Computing

RFID Rights

(Page 3 of 3)

  • November 3, 2004
  • By Simson Garfinkel

“Wal-Mart is blatantly ignoring the research and recommendations of dozens of privacy experts," said Albrecht this spring when Wal-Mart announced its early success with RFID. “When the world's largest retailer adopts a technology with chilling societal implications, and does so irresponsibly, we should all be deeply concerned.”

Representatives from Wal-Mart and Procter & Gamble have repeatedly said that there was adequate notification inside the Broken Arrow store. And even though Wal-Mart admitts to canceling the trial in Brockton, the company insists that Albrecht had nothing to do with it. “There was no secret test. We discussed the concept with the supplier and we worked with the supplier to set up a prototype,” says Wal-Mart spokesperson Gus Whitcomb. “But we pulled the plug before it ever went live. I’m not sure you can publicly ‘reveal’ something that never took place.”

As far as the tags go, Whitcomb says, “The consumer has three choices: buy the product and keep the tag; buy the product and remove the tag anytime post-purchase; or don't buy the product.”

EPCglobal’s predecessor, the Auto-ID lab at MIT, developed a technology that would allow EPC tags to be “killed” through the use of a specially coded radio command. At the RFID Privacy Workshop that I hosted last fall at MIT, NCR’s chief RFID advocate, Dan White, showed a video of EPC tags being deactivated in a specially created “killing chamber.” The theory at the time was that consumers would have a choice of having their tags killed in the store—and perhaps tags would be killed by marketers as a matter of course.

But as EPC technology starts its move from the laboratory to the marketplace, it’s becoming clear that attention to privacy niceties and even some forms of notice will increase the price of this technology. After all, it takes time to properly alert people to the presence of RFID. Wal-Mart might have had signs up at Broken Arrow, but at least some people at the stores who bought RFID-labeled products didn’t know that the products contained radio frequency tracking devices. MIT could have printed an RFID symbol on my ID card, but it didn’t; there was no requirement for it to do so. Honda doesn’t bother putting an RFID symbol on its car keys—this despite the fact that the keys can be read from 30 centimeters or more away using specialized equipment.

The problem of voluntary, industry-approved privacy standards is that they’re voluntary—companies don’t need to comply with them. And the very real danger facing the RFID industry is that a suspicious public will push for regulation of this technology. Although the industry has successfully killed legislation proposed earlier this year in California and Massachusetts, high-handed actions on the part of RFID-advocates will likely empower consumer activists and their legislative allies to pass some truly stifling legislation.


* **EXERCISE GOAL**: Track down each line below containing the string "Available" and copy it.

== DATA FOR THIS TASK ==

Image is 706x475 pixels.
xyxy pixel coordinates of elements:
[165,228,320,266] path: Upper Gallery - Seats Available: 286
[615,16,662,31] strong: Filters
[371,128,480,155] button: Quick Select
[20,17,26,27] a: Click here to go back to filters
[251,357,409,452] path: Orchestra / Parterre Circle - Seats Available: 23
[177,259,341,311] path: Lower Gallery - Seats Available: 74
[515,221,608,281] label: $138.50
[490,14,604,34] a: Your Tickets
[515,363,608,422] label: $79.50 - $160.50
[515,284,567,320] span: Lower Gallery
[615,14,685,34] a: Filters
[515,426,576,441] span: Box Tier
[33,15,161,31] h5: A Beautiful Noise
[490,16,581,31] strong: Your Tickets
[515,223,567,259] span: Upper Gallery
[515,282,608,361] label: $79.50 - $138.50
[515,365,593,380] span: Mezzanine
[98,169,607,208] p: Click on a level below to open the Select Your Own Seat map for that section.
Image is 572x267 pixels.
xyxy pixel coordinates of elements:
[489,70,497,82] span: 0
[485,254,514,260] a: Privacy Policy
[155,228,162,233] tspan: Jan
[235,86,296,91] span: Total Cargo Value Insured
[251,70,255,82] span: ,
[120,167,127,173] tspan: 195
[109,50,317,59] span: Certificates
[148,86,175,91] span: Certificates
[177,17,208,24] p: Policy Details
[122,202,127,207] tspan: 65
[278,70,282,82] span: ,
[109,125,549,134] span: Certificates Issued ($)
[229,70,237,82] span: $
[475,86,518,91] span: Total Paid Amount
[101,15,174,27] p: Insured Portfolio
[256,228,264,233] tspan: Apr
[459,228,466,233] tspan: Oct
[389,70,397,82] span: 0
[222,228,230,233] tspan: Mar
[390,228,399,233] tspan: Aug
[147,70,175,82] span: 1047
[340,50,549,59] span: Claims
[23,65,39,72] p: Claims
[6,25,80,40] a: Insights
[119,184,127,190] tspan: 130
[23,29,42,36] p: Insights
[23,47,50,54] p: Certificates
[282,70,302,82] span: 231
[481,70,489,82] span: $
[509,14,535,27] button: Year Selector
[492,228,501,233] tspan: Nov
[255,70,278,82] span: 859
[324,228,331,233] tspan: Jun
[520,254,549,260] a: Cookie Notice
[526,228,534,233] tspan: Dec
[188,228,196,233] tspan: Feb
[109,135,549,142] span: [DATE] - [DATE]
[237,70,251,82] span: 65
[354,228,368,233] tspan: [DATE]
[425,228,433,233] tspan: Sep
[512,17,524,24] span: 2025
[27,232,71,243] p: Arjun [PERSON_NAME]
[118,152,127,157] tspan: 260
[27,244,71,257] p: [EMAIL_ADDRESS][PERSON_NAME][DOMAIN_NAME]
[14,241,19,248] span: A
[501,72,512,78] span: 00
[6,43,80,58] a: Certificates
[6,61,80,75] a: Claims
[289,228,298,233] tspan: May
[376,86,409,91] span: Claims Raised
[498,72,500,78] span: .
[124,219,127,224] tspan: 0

===

* **ANSWER SPACE**:
[165,228,320,266] path: Upper Gallery - Seats Available: 286
[251,357,409,452] path: Orchestra / Parterre Circle - Seats Available: 23
[177,259,341,311] path: Lower Gallery - Seats Available: 74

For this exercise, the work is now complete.